The first thing noticeable on walking into Don Turcotte's office at the University of California, Davis, is a long table strewn with papers and manuscripts in process, covered with edits and pasted corrections, plus a few textbooks. Two textbooks are by Turcotte: Geodynamics, with Gerald Schubert, and a volume Turcotte wrote on fractals and geophysics, the first defining textbook in the field. Floor-to-ceiling metal shelves hem in the work surface, filled with journals, some collected since the beginning of his almost half-century career, and the window on the far wall frames a winter view of a dry California valley, with a few pine trees stretching toward blue sky.

Don Turcotte, shown here in his office at the University of California at Davis, was awarded the American Geophysical Union’s Bowie Medal last December. Photo by Naomi Lubick.

Turcotte says he jettisoned a good third of his journals when he moved out from Ithaca, N.Y., just over a year ago. As a professor at Cornell University's geology department, Turcotte published his seminal work in geophysics, describing subduction and mantle convection. Now a recipient of the Bowie Medal, the American Geophysical Union's (AGU) top honor, Turcotte reflects on his path from aerospace engineering to geophysics.

While the then-engineer was on sabbatical at Oxford University in 1965, someone suggested he meet Ron Oxburgh, "this crazy geologist who thinks that the mantle might be convecting," he says. They met over dinner with sherry at the university's St. Edmunds Hall and talked about concepts that would set off the impending tectonic revolution. "I said, oh sure, it doesn't sound too complicated," Turcotte said. Working with Oxburgh (who is now a lord in the British Parliament), he shifted gears to geophysics. What Turcotte wrote that year was not published until 1967, and it turned out to be a landmark paper describing the physics of mantle convection, mountain building and rift zones.

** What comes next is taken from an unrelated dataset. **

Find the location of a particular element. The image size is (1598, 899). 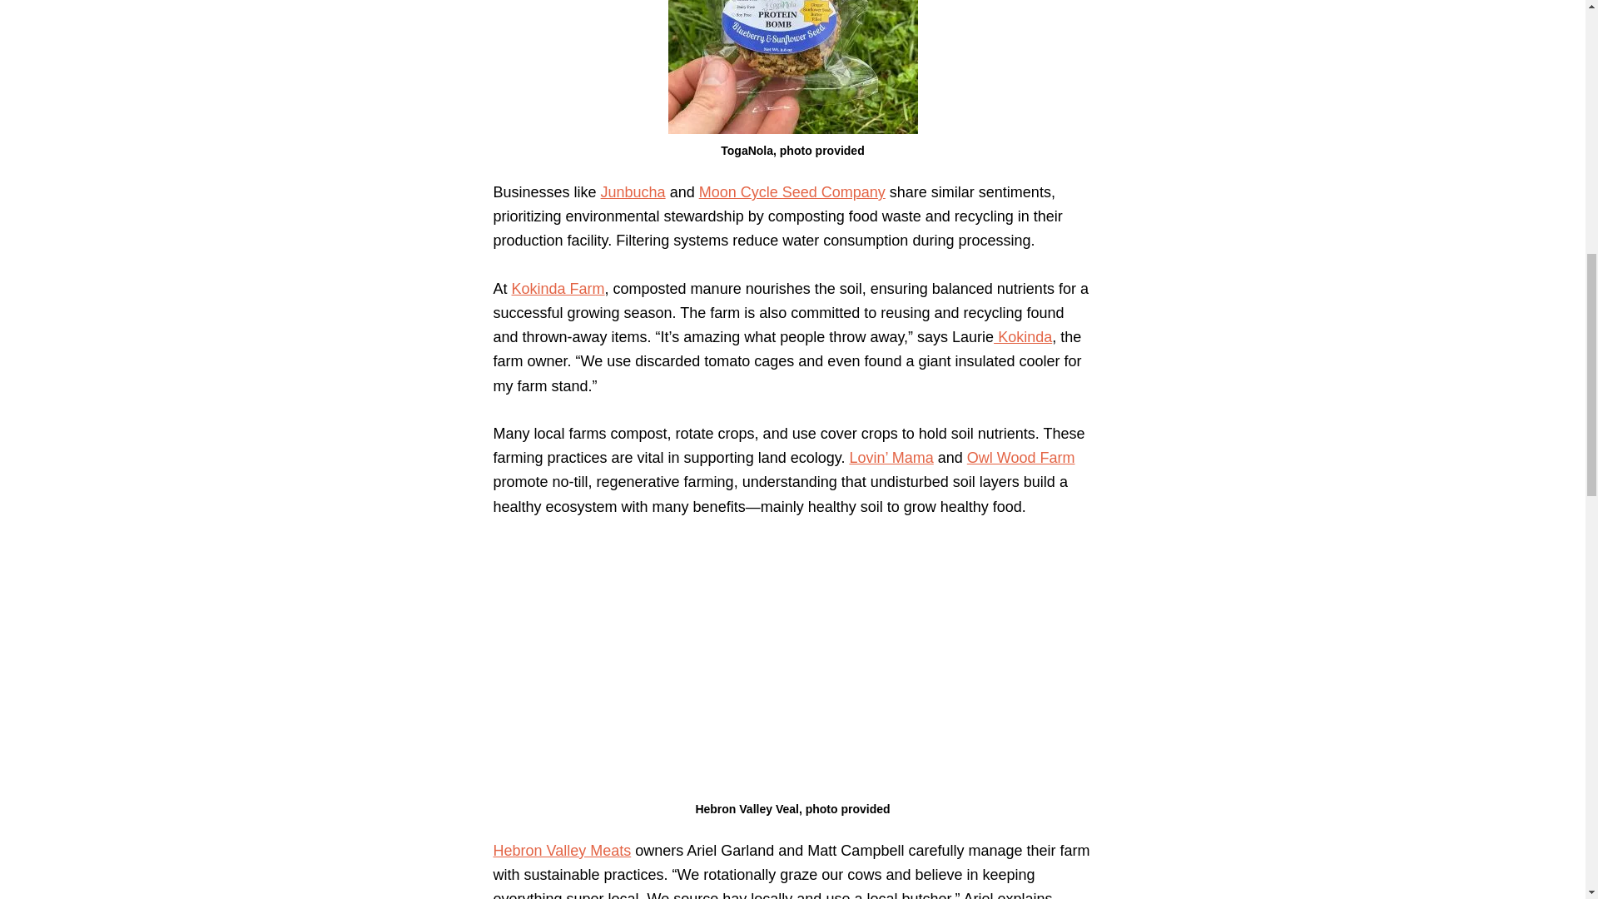

Kokinda Farm is located at coordinates (558, 288).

In 1973, Turcotte moved from the Cornell engineering department to the geology department as it moved into the tectonic age. He became chair in the 1980s, while he "explored virtually every aspect of physical Earth geology," wrote former colleague Laurence M. Cathles, in a citation for the Bowie Medal, awarded at the AGU annual banquet last December. In addition to Turcotte's publications in planetary remote sensing and geophysics, Cathles counted over 150 papers on thermal subsidence in sedimentary basins and other fields.

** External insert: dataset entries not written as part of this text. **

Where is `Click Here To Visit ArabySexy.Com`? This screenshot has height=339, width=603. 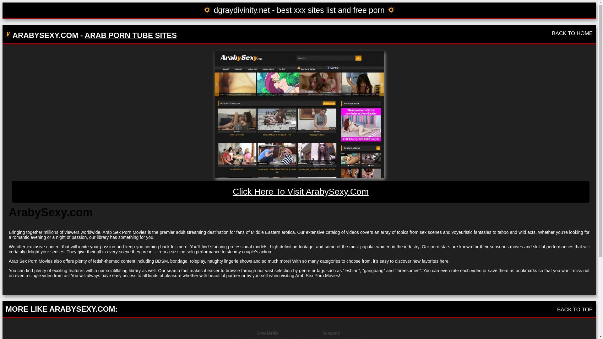
Click Here To Visit ArabySexy.Com is located at coordinates (301, 192).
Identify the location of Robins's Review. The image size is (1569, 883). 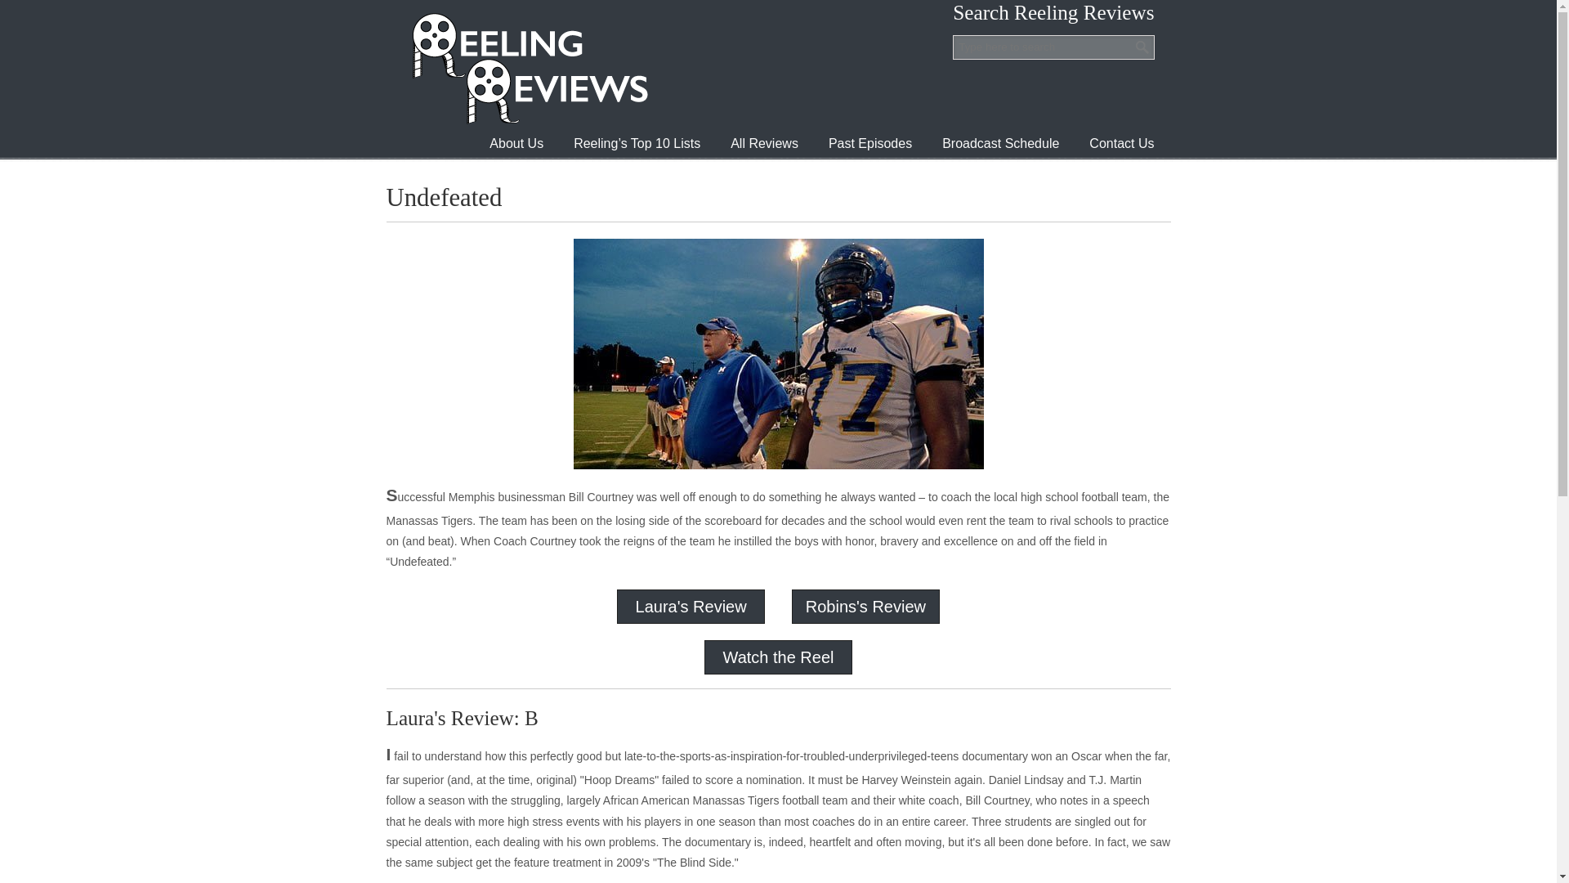
(866, 606).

Several years after writing Geodynamics, Turcotte switched gears once more, to fractals and chaos theory. His second landmark paper, on the power law of impacts, cratering and "interplanetary stuff," as he puts it, in the Journal of Geophysical Research in 1986, took several years to publish.

Turcotte says it's much harder to get his kind of nontraditional research published. Nevertheless, he now has a slew of citations in a variety of fields. "It's fine to dabble," Turcotte says, who sometimes never publishes a second paper in a field. "It's boring to stay in something."

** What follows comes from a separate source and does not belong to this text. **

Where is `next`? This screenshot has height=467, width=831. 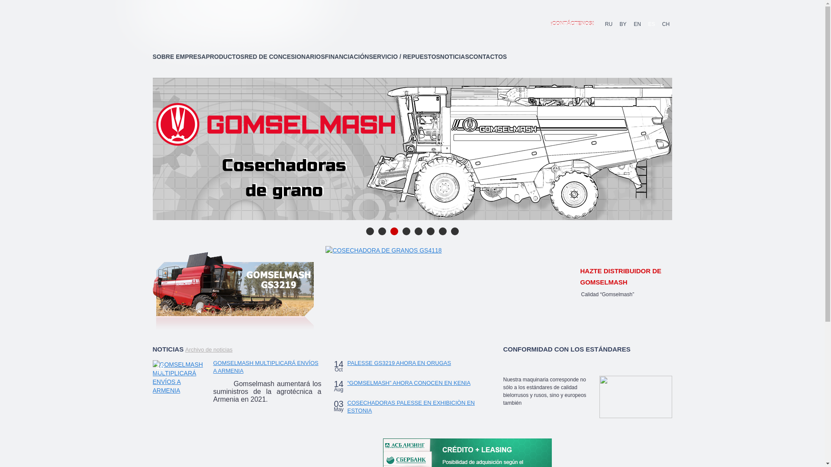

In November, Turcotte was considering an invitation to a meeting this summer in Siena, Italy, asking him to speak on networks to a group of neurosurgeons. The impetus, he says, came from his paper on stream networks and their similarity to leaf veins, in the Journal of Theoretical Biology, one of the most cited of his biology papers.

Turcotte's interest in such a variety of problems is inspired by the challenge of answering new questions all the time, Schubert says. "To him, science is fun," he says.

Schubert, who was Turcotte's first master's student and later collaborator on two textbooks, says Turcotte is "truly exceptional in the way he does science." Schubert notes his generosity with ideas and his ability to get to the heart of things: "He has a very special talent to develop a simple explanation, simple (but quantitative) models, of very complex processes."

One example Schubert gives is Turcotte's controversial thesis of complete thermal instability on Venus: The planet's surface, according to Magellan's observations of meteor craters, was the same age everywhere. "Don thought about what could happen on Venus for this to occur," Schubert says, without plate tectonics or other ways of getting rid of the planet's core heat. Turcotte proposed the inside got so hot that it melted all at once, flooding the surface with lava in one giant turnover event. "Don developed some quantitative thermal history models to show Venus could in fact have evolved this way," Schubert says. "We don't know what truly happened, but it's considered plausible."

The idea of episodic subduction "came across as well as a lead balloon," Turcotte says. A mid-1990s BBC special focusing on Venus shows him obviously enjoying the controversy, which persists today.

Though Turcotte is now partially retired, he continues to work full-time at Davis, with a team that includes two Russian postdocs he brought with him from Cornell and fellow fractal geophysicist and modeler John Rundle. "I work seven days a week," Turcotte says.